Isaiah Chapter 28 verse 24 Holy Bible
Doth he that ploweth to sow plow continually? doth he `continually' open and harrow his ground?
read chapter 28 in ASV
Is the ploughman for ever ploughing? does he not get the earth ready and broken up for the seed?
read chapter 28 in BBE
Doth the ploughman plough all day to sow? Is he [all day] opening and breaking the clods of his land?
read chapter 28 in DARBY
Doth the plowman plow all day to sow? doth he open and break the clods of his ground?
read chapter 28 in KJV
read chapter 28 in WBT
Does he who plows to sow plow continually? does he [continually] open and harrow his ground?
read chapter 28 in WEB
The whole day plougheth the ploughman to sow? He openeth and harroweth his ground!
read chapter 28 in YLT
Pulpit Commentary
Pulpit CommentaryVerse 24. - Doth the plowman plow all day? The Church of God, go often called a vineyard, is here compared to an arable field, and the processes by which God educates and disciplines his Church are compared to those employed by man in the cultivation of such a piece of ground, and the obtaining of a harvest, from it. First of all, the ground must be ploughed, the face of the earth "opened" and the "clods broken." This, however, does not go on forever; it is for an object - that the seed may be sown; and, as soon as the ground is fit for the sowing to take place, the preparation of the soil ceases.
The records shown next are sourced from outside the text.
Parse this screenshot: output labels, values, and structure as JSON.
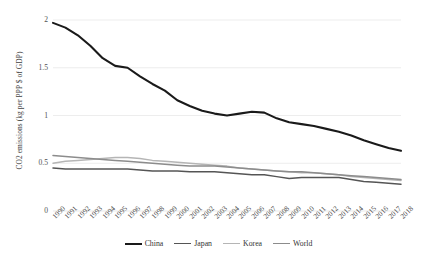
{
  "chart_data": {
    "type": "line",
    "title": "",
    "xlabel": "",
    "ylabel": "CO2 emissions (kg per PPP $ of GDP)",
    "ylim": [
      0,
      2
    ],
    "y_ticks": [
      "0",
      "0.5",
      "1",
      "1.5",
      "2"
    ],
    "grid": "horizontal",
    "legend_position": "bottom",
    "x": [
      "1990",
      "1991",
      "1992",
      "1993",
      "1994",
      "1995",
      "1996",
      "1997",
      "1998",
      "1999",
      "2000",
      "2001",
      "2002",
      "2003",
      "2004",
      "2005",
      "2006",
      "2007",
      "2008",
      "2009",
      "2010",
      "2011",
      "2012",
      "2013",
      "2014",
      "2015",
      "2016",
      "2017",
      "2018"
    ],
    "series": [
      {
        "name": "China",
        "color": "#1a1a1a",
        "width": 2.1,
        "values": [
          1.97,
          1.92,
          1.84,
          1.73,
          1.6,
          1.52,
          1.5,
          1.41,
          1.33,
          1.26,
          1.16,
          1.1,
          1.05,
          1.02,
          1.0,
          1.02,
          1.04,
          1.03,
          0.97,
          0.93,
          0.91,
          0.89,
          0.86,
          0.83,
          0.79,
          0.74,
          0.7,
          0.66,
          0.63
        ]
      },
      {
        "name": "Japan",
        "color": "#555555",
        "width": 1.5,
        "values": [
          0.45,
          0.44,
          0.44,
          0.44,
          0.44,
          0.44,
          0.44,
          0.43,
          0.42,
          0.42,
          0.42,
          0.41,
          0.41,
          0.41,
          0.4,
          0.39,
          0.38,
          0.38,
          0.36,
          0.34,
          0.35,
          0.35,
          0.35,
          0.35,
          0.33,
          0.31,
          0.3,
          0.29,
          0.28
        ]
      },
      {
        "name": "Korea",
        "color": "#b5b5b5",
        "width": 1.5,
        "values": [
          0.5,
          0.52,
          0.53,
          0.54,
          0.55,
          0.56,
          0.56,
          0.55,
          0.53,
          0.52,
          0.51,
          0.5,
          0.49,
          0.48,
          0.47,
          0.45,
          0.44,
          0.43,
          0.42,
          0.41,
          0.4,
          0.4,
          0.39,
          0.38,
          0.36,
          0.35,
          0.34,
          0.33,
          0.32
        ]
      },
      {
        "name": "World",
        "color": "#8c8c8c",
        "width": 1.5,
        "values": [
          0.58,
          0.57,
          0.56,
          0.55,
          0.54,
          0.53,
          0.52,
          0.51,
          0.5,
          0.49,
          0.48,
          0.47,
          0.47,
          0.47,
          0.46,
          0.45,
          0.44,
          0.43,
          0.42,
          0.41,
          0.41,
          0.4,
          0.39,
          0.38,
          0.37,
          0.36,
          0.35,
          0.34,
          0.33
        ]
      }
    ]
  },
  "legend": {
    "items": [
      {
        "label": "China",
        "color": "#1a1a1a",
        "width": 2.1
      },
      {
        "label": "Japan",
        "color": "#555555",
        "width": 1.7
      },
      {
        "label": "Korea",
        "color": "#b5b5b5",
        "width": 1.4
      },
      {
        "label": "World",
        "color": "#8c8c8c",
        "width": 1.6
      }
    ]
  },
  "style": {
    "grid_color": "#e9e9e9",
    "background": "#ffffff"
  }
}
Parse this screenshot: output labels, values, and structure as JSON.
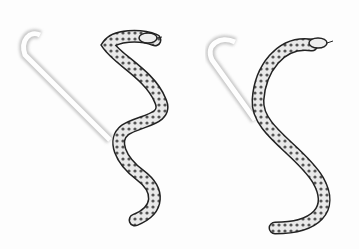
{
  "image": {
    "subject": "Stippled illustration of two snakes demonstrating sidewinding locomotion with ghosted body tracks",
    "background_color": "#fdfdfd",
    "ink_color": "#1a1a1a",
    "figures": [
      {
        "name": "left-snake",
        "pose": "S-curve with head raised to the right, ghost trail diagonal to upper-left"
      },
      {
        "name": "right-snake",
        "pose": "large S-curve with head raised to upper-right, ghost trail diagonal to upper-left"
      }
    ]
  }
}
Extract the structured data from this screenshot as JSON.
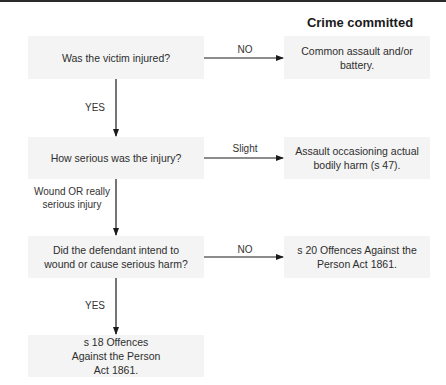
{
  "heading": "Crime committed",
  "questions": [
    {
      "text": "Was the victim injured?"
    },
    {
      "text": "How serious was the injury?"
    },
    {
      "text": "Did the defendant intend to wound or cause serious harm?"
    },
    {
      "text": "s 18 Offences Against the Person Act 1861."
    }
  ],
  "outcomes": [
    {
      "text": "Common assault and/or battery."
    },
    {
      "text": "Assault occasioning actual bodily harm (s 47)."
    },
    {
      "text": "s 20 Offences Against the Person Act 1861."
    }
  ],
  "edge_labels": {
    "q1_no": "NO",
    "q1_yes": "YES",
    "q2_slight": "Slight",
    "q2_serious": "Wound OR really serious injury",
    "q3_no": "NO",
    "q3_yes": "YES"
  },
  "colors": {
    "box_fill": "#f4f4f4",
    "line": "#1a1a1a",
    "top_border": "#2b2b2b"
  }
}
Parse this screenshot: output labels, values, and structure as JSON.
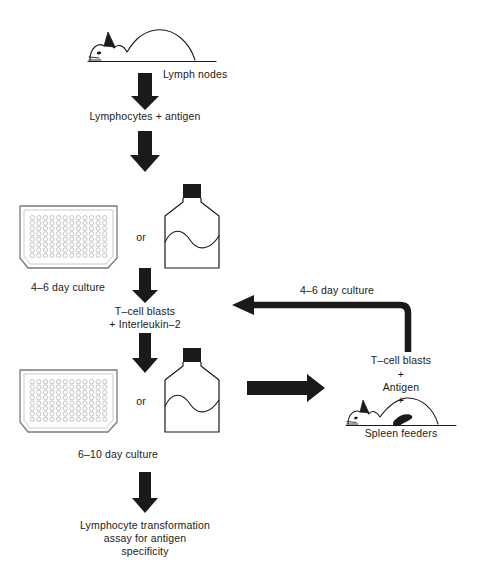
{
  "figure": {
    "background_color": "#ffffff",
    "ink_color": "#1a1a1a"
  },
  "labels": {
    "lymph_nodes": "Lymph nodes",
    "lymphocytes_antigen": "Lymphocytes + antigen",
    "culture_4_6_left": "4–6 day culture",
    "or_top": "or",
    "tcell_blasts_il2_line1": "T–cell blasts",
    "tcell_blasts_il2_line2": "+ Interleukin–2",
    "culture_4_6_right": "4–6 day culture",
    "or_bottom": "or",
    "culture_6_10": "6–10 day culture",
    "tcell_blasts_right": "T–cell blasts",
    "plus_1": "+",
    "antigen": "Antigen",
    "plus_2": "+",
    "spleen_feeders": "Spleen feeders",
    "assay_line1": "Lymphocyte transformation",
    "assay_line2": "assay for antigen",
    "assay_line3": "specificity"
  },
  "icons": {
    "mouse_top": "mouse-icon",
    "mouse_spleen": "mouse-with-spleen-icon",
    "plate_top": "microtiter-plate-icon",
    "plate_bottom": "microtiter-plate-icon",
    "flask_top": "culture-flask-icon",
    "flask_bottom": "culture-flask-icon",
    "arrow_1": "down-arrow-icon",
    "arrow_2": "down-arrow-icon",
    "arrow_3": "down-arrow-icon",
    "arrow_4": "down-arrow-icon",
    "arrow_right": "right-arrow-icon",
    "arrow_feedback": "feedback-elbow-arrow-icon"
  },
  "plate": {
    "rows": 8,
    "columns": 12,
    "total_wells": 96
  }
}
Doth he open and break, etc.? Harrowing succeeds to ploughing in the natural order of things, the object of the harrowing being to break and pulverize the clods.
Ellicott's Commentary
Ellicott's Commentary for English Readers(24) Doth the plowman plow all day . . .?--Better, every day. Ploughing represents naturally, as in Jeremiah 4:3, the preparatory discipline by which the spiritual soil is rendered fit for the sower's work. It is a means, and not an end, and is, therefore, in its very nature but for a season. To a nation passing through this stage, Assyrian invaders scoring their long furrows visibly on the surface of the land, the parable gave the hope that this was preparing the way for the seed-time of a better harvest.